Efficient Organization: A Governance Approach
Description
If there are two alternative ways to perform a task, why not choose the one that generates less waste? In this book, Mikko Ketokivi and Joseph T. Mahoney take a look at organization governance and design from a practical and decision-oriented perspective. In addition to special topics such as non-profits, public organizations, and stakeholder analysis, the authors analyze contracting and relationships within and across organizations. The they examine the whole journey of an organizatin, from its foundation and expansion to its maturity, focusing on its main organization design and governance decisions and challenges. Ketokivi and Mahoney argue that it is crucial to maintain an efficient governance in order to secure the credibility of the organization.

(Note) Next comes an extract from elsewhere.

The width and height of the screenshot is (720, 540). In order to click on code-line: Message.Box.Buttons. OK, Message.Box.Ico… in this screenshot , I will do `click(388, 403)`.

Mikko Ketokivi is a Professor of Operations Management and Organization Design at IE Business School. He received a Ph.D. in business administration from the University of Minnesota, and B.Sc. and M.Sc. degrees from Iowa State University.
Dr. Ketokivi’s approach to management is best described as a combination of economics, sociology, psychology, management, philosophy, and statistics. In addition to the substantive topics of operations management and organization design, he specializes in methodology: research design, analysis of complex statistical data, measurement, reasoning, scientific rhetoric, and argumentation.

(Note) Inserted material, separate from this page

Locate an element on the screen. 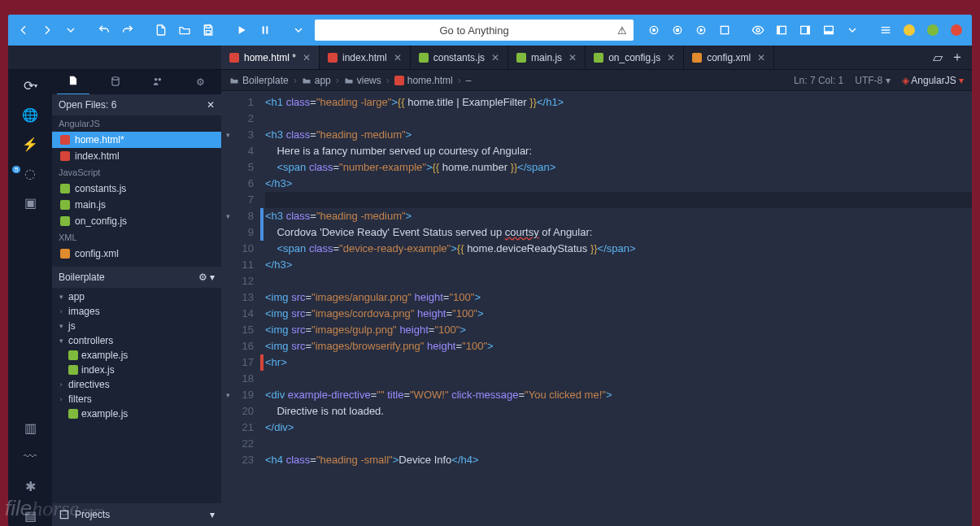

Dr. Ketokivi’s teaches operations management, organization design, and research methods in the MBA, DBA, and PhD programs. In addition to IE Business School, he has taught at HEC School of Management (France), HEC Lausanne (Switzerland), Benedictine University (USA), University of Minnesota (USA), and Helsinki University of Technology (Finland).

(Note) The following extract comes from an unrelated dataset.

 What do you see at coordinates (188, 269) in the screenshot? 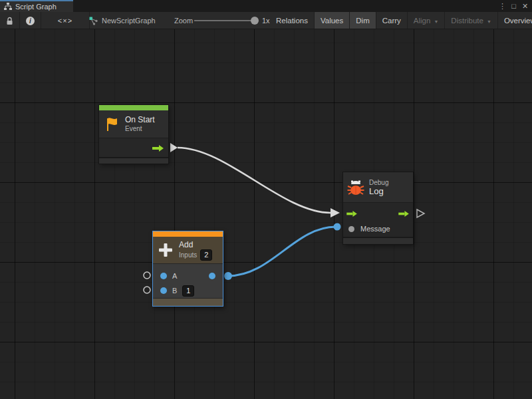
I see `node-add: Add Inputs 2 A B 1` at bounding box center [188, 269].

Joseph T. Mahoney is Professor of Strategy and Entrepreneurship and the Caterpillar Chair of Business in the Gies College of Business at the University of Illinois at Urbana-Champaign. He earned his Ph.D. in Business Economics from the Wharton School of Business of the University of Pennsylvania. His research focuses on the economic foundations of strategy, which includes transaction cost economics, property rights theory, agency theory, the resource-based/dynamic capabilities approach, and real options theory.